Campbell police dog bites accident victim


By Ed Runyan

runyan@vindy.com

CAMPBELL

The Campbell Police Department’s police dog, Storm, has been involved in a third incident in which he attacked an unintended victim.

Angela Moore, 31, of Fairfax Avenue in Youngstown, was bitten on the hip Wednesday afternoon while sitting on the ground after police arrived to investigate a car accident on Gladstone Street.

According to a Campbell police report, Officer Eric Manning, Storm’s handler, and Officer Ryan Bloomer were out of their police cars, and Manning loudly asked the people involved if anyone was injured.

That’s when Storm ran toward Moore from behind Manning.

Storm had left the police cruiser through the open driver’s window and had apparently pushed aside a canine access door, the police report said.

Officer Bloomer saw Storm and yelled “dog,” but Storm bit Moore before Manning realized what was happening.

Manning pried Storm’s mouth open, removed him from the area and placed him back in the cruiser with the windows up and the doors locked.

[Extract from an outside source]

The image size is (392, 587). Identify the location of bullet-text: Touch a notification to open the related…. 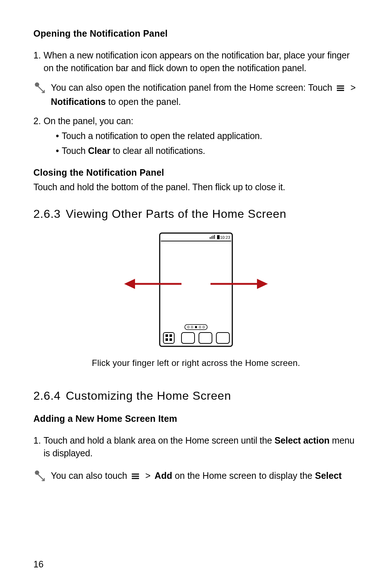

Moore had puncture marks, and officers called for an ambulance for Moore, but she refused treatment.

Officer Manning apologized to Moore and her family and took photographs of the injury, a scrape mark on Storm’s nose, and two access doors inside the cruiser.

Back at the police station, officers determined that Storm had forced open the sliding canine access door to the cruiser, which would explain the scrape on his nose, police said.

Officers chained the canine access door shut until the city’s mechanic can inspect it, the report said.

Manning said a possible explanation for Storm’s behavior is that he thought Manning was in danger because of Manning raising his voice to the crash victims.

Storm has not shown any change in behavior that would account for the biting, Manning said.

If pushing open the canine access door is found to be the reason for Storm’s getting loose, it would be the second time.

At 2 a.m. Sept. 30, Storm was on patrol with his previous handler, Officer John Gulu, when Gulu saw three juveniles at Bright Avenue and 15th Street.

Gulu left his patrol car to speak to the juveniles when a fourth person came from across the street behind him, the report says.

The dog, which was inside the car, saw the person approach and pushed open the car’s center console sliding door. He jumped out of the driver’s side window. The man who was walking from behind Gulu quickly moved toward the juveniles, and the dog bit one, a 15-year-old girl, on her right arm.

Gulu quickly recalled the dog and put him back inside the car, locking the center sliding door, the report says.

In October, Atty. Lynn Sfara Bruno wrote to the Campbell law director, saying the 15-year-old girl has a “possible” claim regarding the bite.

In a November 2011 episode, Storm took down an 8-year-old boy playing in his grandmother’s yard.

Storm and Gulu were off-duty, and Gulu had let him loose in a fenced enclosure in his neighborhood. Before he could re-leash the dog, Storm got over the fence and went after the boy. The boy was dragged to the ground but not bitten, police said.

The boy’s parents filed a lawsuit in that matter last October.